Recently for a project which I was working on, I wanted a way to expand urls shorted by url shorteners.
After a couple of web searches I found an API site called LongURL. This service was really slow and I had to look for alternatives.
I thought of writing my own using curl and then parse the headers. I was searching for the curl functions in PHP Manual and I found a simple but not so famous function called get_headers().
This function is all we need to expand the urls. The following function expand_url() takes a short url and will return the longer version of the url.
Neat function; I didn’t expect it’d be this easy to do.
However, sometimes, an url shortener links to another url shortener; for example: twitter automatically shortens every url tweeted with their t.co shortener. Many people still use other shorteners like bit.ly, then enter it on twitter, which gives you an url that redirects twice.
For this reason, it seems like a good idea to make the function recursive: make it call itself until no location property is found any more. You could add another optional parameter to the function, a count variable passed by reference, which gets to hold the number of redirections detected, if your app would require such a feauture.
That said, it’s a handy function; I’ll bookmark this post for later reference. 🙂
Dude, this is awesome. I was trying to do this using CURL but my host didn’t allow you to follow locations. This is so much easier – thanks for putting it together.
Neat function; I didn’t expect it’d be this easy to do.
However, sometimes, an url shortener links to another url shortener; for example: twitter automatically shortens every url tweeted with their t.co shortener. Many people still use other shorteners like bit.ly, then enter it on twitter, which gives you an url that redirects twice.
For this reason, it seems like a good idea to make the function recursive: make it call itself until no location property is found any more. You could add another optional parameter to the function, a count variable passed by reference, which gets to hold the number of redirections detected, if your app would require such a feauture.
That said, it’s a handy function; I’ll bookmark this post for later reference. 🙂
Right now in my app I don’t need to follow the link. But the use case you have given is valid.
Let me update the post with the recursive function as well.
Dude, this is awesome. I was trying to do this using CURL but my host didn’t allow you to follow locations. This is so much easier – thanks for putting it together.
Thanks man, works great! @ Mich you might be able to use the users twitter RSS feed instead so the redirect is only 1 time : http://twitter.com/statuses/user_timeline/twitterusername.rss
Hi,
Struggling to get this to work with t.co links – has twitter changed something or am I doing something wrong. Testing from a localhost server.
As far as I know, it should just work.
What is the error that you are getting?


- _Exercise prompt_:
The whole listing below must be printed again exactly, images excluded.

Supplied information START

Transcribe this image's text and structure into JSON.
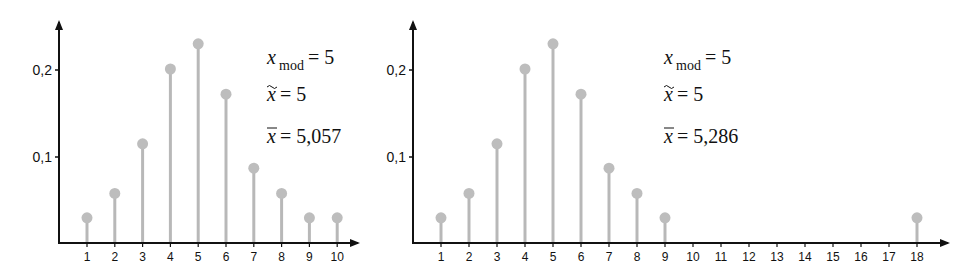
{
  "chart_data": [
    {
      "type": "stem",
      "title": "",
      "xlabel": "",
      "ylabel": "",
      "categories": [
        "1",
        "2",
        "3",
        "4",
        "5",
        "6",
        "7",
        "8",
        "9",
        "10"
      ],
      "x": [
        1,
        2,
        3,
        4,
        5,
        6,
        7,
        8,
        9,
        10
      ],
      "values": [
        0.029,
        0.057,
        0.114,
        0.2,
        0.229,
        0.171,
        0.086,
        0.057,
        0.029,
        0.029
      ],
      "yticks": [
        "0,1",
        "0,2"
      ],
      "ytick_values": [
        0.1,
        0.2
      ],
      "ylim": [
        0,
        0.26
      ],
      "xlim": [
        0,
        10.8
      ],
      "grid": false,
      "annotations": [
        {
          "label": "x_mod",
          "value": "5"
        },
        {
          "label": "x̃ (median)",
          "value": "5"
        },
        {
          "label": "x̄ (mean)",
          "value": "5,057"
        }
      ]
    },
    {
      "type": "stem",
      "title": "",
      "xlabel": "",
      "ylabel": "",
      "categories": [
        "1",
        "2",
        "3",
        "4",
        "5",
        "6",
        "7",
        "8",
        "9",
        "10",
        "11",
        "12",
        "13",
        "14",
        "15",
        "16",
        "17",
        "18"
      ],
      "x": [
        1,
        2,
        3,
        4,
        5,
        6,
        7,
        8,
        9,
        18
      ],
      "values": [
        0.029,
        0.057,
        0.114,
        0.2,
        0.229,
        0.171,
        0.086,
        0.057,
        0.029,
        0.029
      ],
      "yticks": [
        "0,1",
        "0,2"
      ],
      "ytick_values": [
        0.1,
        0.2
      ],
      "ylim": [
        0,
        0.26
      ],
      "xlim": [
        0,
        19
      ],
      "grid": false,
      "annotations": [
        {
          "label": "x_mod",
          "value": "5"
        },
        {
          "label": "x̃ (median)",
          "value": "5"
        },
        {
          "label": "x̄ (mean)",
          "value": "5,286"
        }
      ]
    }
  ],
  "left": {
    "yticks": [
      "0,2",
      "0,1"
    ],
    "xticks": [
      "1",
      "2",
      "3",
      "4",
      "5",
      "6",
      "7",
      "8",
      "9",
      "10"
    ],
    "stats": {
      "mod_sym": "x",
      "mod_sub": "mod",
      "mod_val": "= 5",
      "median_sym": "x",
      "median_val": "= 5",
      "mean_sym": "x",
      "mean_val": "= 5,057"
    }
  },
  "right": {
    "yticks": [
      "0,2",
      "0,1"
    ],
    "xticks": [
      "1",
      "2",
      "3",
      "4",
      "5",
      "6",
      "7",
      "8",
      "9",
      "10",
      "11",
      "12",
      "13",
      "14",
      "15",
      "16",
      "17",
      "18"
    ],
    "stats": {
      "mod_sym": "x",
      "mod_sub": "mod",
      "mod_val": "= 5",
      "median_sym": "x",
      "median_val": "= 5",
      "mean_sym": "x",
      "mean_val": "= 5,286"
    }
  },
  "colors": {
    "stem": "#b8b8b8",
    "marker": "#bdbdbd",
    "axis": "#111111"
  }
}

Supplied information END

- _Solution to this exercise_:
Transcribe this image's text and structure into JSON.
{
  "chart_data": [
    {
      "type": "stem",
      "title": "",
      "xlabel": "",
      "ylabel": "",
      "categories": [
        "1",
        "2",
        "3",
        "4",
        "5",
        "6",
        "7",
        "8",
        "9",
        "10"
      ],
      "x": [
        1,
        2,
        3,
        4,
        5,
        6,
        7,
        8,
        9,
        10
      ],
      "values": [
        0.029,
        0.057,
        0.114,
        0.2,
        0.229,
        0.171,
        0.086,
        0.057,
        0.029,
        0.029
      ],
      "yticks": [
        "0,1",
        "0,2"
      ],
      "ytick_values": [
        0.1,
        0.2
      ],
      "ylim": [
        0,
        0.26
      ],
      "xlim": [
        0,
        10.8
      ],
      "grid": false,
      "annotations": [
        {
          "label": "x_mod",
          "value": "5"
        },
        {
          "label": "x̃ (median)",
          "value": "5"
        },
        {
          "label": "x̄ (mean)",
          "value": "5,057"
        }
      ]
    },
    {
      "type": "stem",
      "title": "",
      "xlabel": "",
      "ylabel": "",
      "categories": [
        "1",
        "2",
        "3",
        "4",
        "5",
        "6",
        "7",
        "8",
        "9",
        "10",
        "11",
        "12",
        "13",
        "14",
        "15",
        "16",
        "17",
        "18"
      ],
      "x": [
        1,
        2,
        3,
        4,
        5,
        6,
        7,
        8,
        9,
        18
      ],
      "values": [
        0.029,
        0.057,
        0.114,
        0.2,
        0.229,
        0.171,
        0.086,
        0.057,
        0.029,
        0.029
      ],
      "yticks": [
        "0,1",
        "0,2"
      ],
      "ytick_values": [
        0.1,
        0.2
      ],
      "ylim": [
        0,
        0.26
      ],
      "xlim": [
        0,
        19
      ],
      "grid": false,
      "annotations": [
        {
          "label": "x_mod",
          "value": "5"
        },
        {
          "label": "x̃ (median)",
          "value": "5"
        },
        {
          "label": "x̄ (mean)",
          "value": "5,286"
        }
      ]
    }
  ],
  "left": {
    "yticks": [
      "0,2",
      "0,1"
    ],
    "xticks": [
      "1",
      "2",
      "3",
      "4",
      "5",
      "6",
      "7",
      "8",
      "9",
      "10"
    ],
    "stats": {
      "mod_sym": "x",
      "mod_sub": "mod",
      "mod_val": "= 5",
      "median_sym": "x",
      "median_val": "= 5",
      "mean_sym": "x",
      "mean_val": "= 5,057"
    }
  },
  "right": {
    "yticks": [
      "0,2",
      "0,1"
    ],
    "xticks": [
      "1",
      "2",
      "3",
      "4",
      "5",
      "6",
      "7",
      "8",
      "9",
      "10",
      "11",
      "12",
      "13",
      "14",
      "15",
      "16",
      "17",
      "18"
    ],
    "stats": {
      "mod_sym": "x",
      "mod_sub": "mod",
      "mod_val": "= 5",
      "median_sym": "x",
      "median_val": "= 5",
      "mean_sym": "x",
      "mean_val": "= 5,286"
    }
  },
  "colors": {
    "stem": "#b8b8b8",
    "marker": "#bdbdbd",
    "axis": "#111111"
  }
}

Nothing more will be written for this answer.